Thursday, April 12, 2012

Change of Title

“Books are a uniquely portable magic.” -Stephen King. Truth.

So I hate the title Beasley’s Books.  Quite frankly, it is lazy. When I started this blog, it was on a lark and something that I knew I would talk myself out of doing if I didn’t just do it.  So now it is what it is.  But I hoped when I started that if I was responsible for reading and writing about it here then I would eventually feel like my reading and writing were improving.  Low and behold, I think that is the case. Now it feels like the blog needs a bit more respect from me, and a little less lazy.  

“The only important thing in a book is the meaning that it has for you.” – W. Somerset Maugham.  Truth.
  “No two persons ever read the same book.” – Edmund Wilson. Truth.
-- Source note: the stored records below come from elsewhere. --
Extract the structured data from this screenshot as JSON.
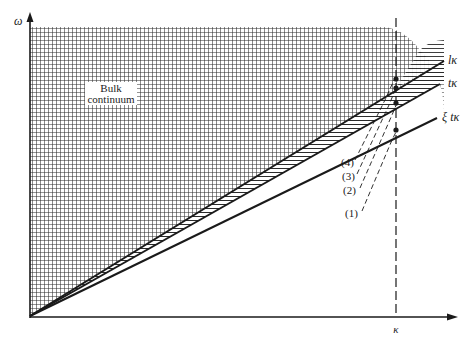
{
  "figure": {
    "axes": {
      "y_label": "ω",
      "x_label": "κ",
      "x_tick_label": "κ"
    },
    "regions": {
      "bulk_label_line1": "Bulk",
      "bulk_label_line2": "continuum"
    },
    "lines": [
      {
        "id": "l",
        "label": "lκ"
      },
      {
        "id": "t",
        "label": "tκ"
      },
      {
        "id": "xi",
        "label": "ξ tκ"
      }
    ],
    "branches": [
      {
        "label": "(4)"
      },
      {
        "label": "(3)"
      },
      {
        "label": "(2)"
      },
      {
        "label": "(1)"
      }
    ],
    "colors": {
      "ink": "#1a1a1a",
      "grid": "#2a2a2a",
      "background": "#ffffff"
    }
  }
}
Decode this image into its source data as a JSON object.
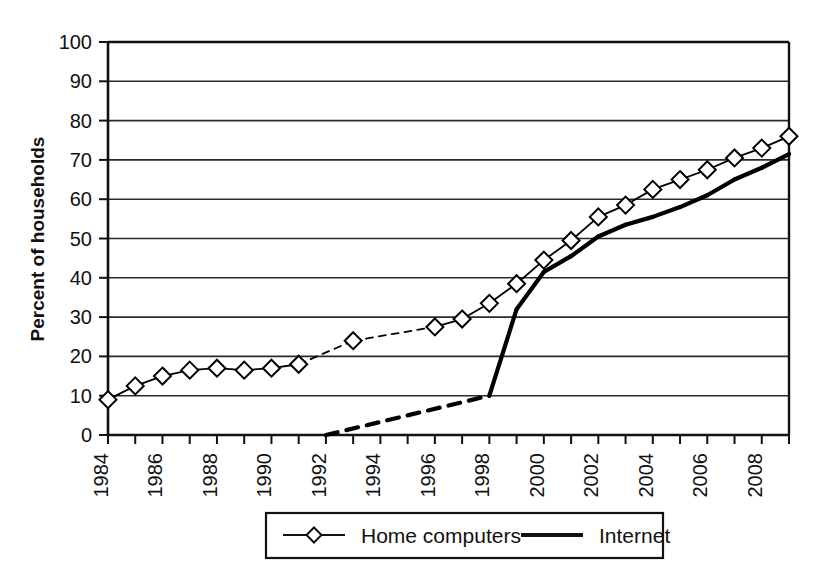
{
  "chart_data": {
    "type": "line",
    "title": "",
    "xlabel": "",
    "ylabel": "Percent of households",
    "xlim": [
      1984,
      2009
    ],
    "ylim": [
      0,
      100
    ],
    "grid": true,
    "legend_position": "bottom-center",
    "y_ticks": [
      0,
      10,
      20,
      30,
      40,
      50,
      60,
      70,
      80,
      90,
      100
    ],
    "y_tick_labels": [
      "0",
      "10",
      "20",
      "30",
      "40",
      "50",
      "60",
      "70",
      "80",
      "90",
      "100"
    ],
    "x_ticks": [
      1984,
      1985,
      1986,
      1987,
      1988,
      1989,
      1990,
      1991,
      1992,
      1993,
      1994,
      1995,
      1996,
      1997,
      1998,
      1999,
      2000,
      2001,
      2002,
      2003,
      2004,
      2005,
      2006,
      2007,
      2008,
      2009
    ],
    "x_tick_labels": [
      "1984",
      "",
      "1986",
      "",
      "1988",
      "",
      "1990",
      "",
      "1992",
      "",
      "1994",
      "",
      "1996",
      "",
      "1998",
      "",
      "2000",
      "",
      "2002",
      "",
      "2004",
      "",
      "2006",
      "",
      "2008",
      ""
    ],
    "series": [
      {
        "name": "Home computers",
        "marker": "diamond",
        "line_style": "solid-with-dashed-gaps",
        "color": "#000000",
        "x": [
          1984,
          1985,
          1986,
          1987,
          1988,
          1989,
          1990,
          1991,
          1993,
          1996,
          1997,
          1998,
          1999,
          2000,
          2001,
          2002,
          2003,
          2004,
          2005,
          2006,
          2007,
          2008,
          2009
        ],
        "values": [
          9,
          12.5,
          15,
          16.5,
          17,
          16.5,
          17,
          18,
          24,
          27.5,
          29.5,
          33.5,
          38.5,
          44.5,
          49.5,
          55.5,
          58.5,
          62.5,
          65,
          67.5,
          70.5,
          73,
          76
        ],
        "dashed_segments": [
          [
            1991,
            1993
          ],
          [
            1993,
            1996
          ]
        ]
      },
      {
        "name": "Internet",
        "marker": "none",
        "line_style": "dashed-then-solid",
        "color": "#000000",
        "x": [
          1992,
          1998,
          1999,
          2000,
          2001,
          2002,
          2003,
          2004,
          2005,
          2006,
          2007,
          2008,
          2009
        ],
        "values": [
          0,
          10,
          32,
          41.5,
          45.5,
          50.5,
          53.5,
          55.5,
          58,
          61,
          65,
          68,
          71.5
        ],
        "dashed_segments": [
          [
            1992,
            1998
          ]
        ]
      }
    ]
  },
  "legend": {
    "items": [
      {
        "label": "Home computers",
        "marker": "diamond",
        "style": "thin-line-with-marker"
      },
      {
        "label": "Internet",
        "marker": "none",
        "style": "thick-solid-line"
      }
    ]
  },
  "colors": {
    "ink": "#111111",
    "grid": "#2a2a2a",
    "background": "#ffffff"
  }
}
I have always been a reader, but I feel like a much more proficient reader now; not only do I read faster, but I also read better.  I also feel like what I have to say about the books I read might actually count for something.  One of the most important things for me, when reading, is that I open myself up completely to the experience, and what I have found is that when I do I take in a lot of truths about the human experience.  We are all a lot more similar than we think, but we experience things differently, and all of those experiences are important.  When I taught English, my students would ask why I chose to teach literature (pronounced with a fake-uppity-British accent), and I would say it is because it is never the same thing twice.  I could have 160 students reading the same book and not one person would read it the same as another, even if they were reading the Cliffs Notes instead.  I loved that feeling; it was so spontaneous and unexpected.  I miss it.  I stopped teaching in June of 2005, but I didn’t know I wouldn’t be going back and that is something I have still not accepted even though I need to.

“The best moments in reading are when you come across something, a thought, a feeling, a way of looking at things, that you’d thought special, particular to you.  And here it is, set down by someone else, a person you’ve never met, maybe even someone long dead.  And it’s as if a hand has come out, and taken yours.” – The History Boys. Truth.

“One kind of good book should leave you asking: how did the author know that about me?” – Alain de Botton. Truth.

After completing my Masters Degree, I got pregnant.  During my pregnancy I found that I literally couldn’t read.  For almost an entire year I did not read, and when I came back to it I read a bunch of fluff because I didn’t think I could handle much more.  I lost myself.  Slowly, I started to pick up some more challenging material, taking my mother’s rule of one piece of literature for every three pieces of trash very literally! Then in June 2010, I read Roberto Bolaño’s Savage Detectives, followed in September by 2666, and I was back baby!  I wasn’t meant to love these books, but I did.  Every word. I loved them because they made me want to talk.  I wanted to explore them, and debate them, break the language apart and put it back together.  I wanted to talk to anyone and everyone about them, I was fired up; just thinking about it now gives me butterflies in my tummy.  I didn’t just want to talk about them, I NEEDED to and this is where I came to do it. I also loved that it was so clear to me that what Bolaño loved about literature was just this same thing I do; words are powerful and exciting, challenging and dangerous.  They literally move you, and so I made myself move.  I love my son dearly, but I am not a good mom if I am not sane, and reading has brought me back to me.  I am reading through the rest of Bolaño’s books slowly to make sure that I judge each on its own merits and not on the expectations created by the others.  His books brought me back to a world that I cherish and hope to never leave again.  I respect him for his passion and his talent, and I thank him for helping me find my way to my new Truth.

“Literature isn’t innocent.” – The Savage Detectives.  Truth.

“Reading is pleasure and happiness to be alive or sadness to be alive and above all it's knowledge and questions.” - 2666.  Truth.

So with a new name, and a new focus, I continue to read and write and enjoy every minute of each.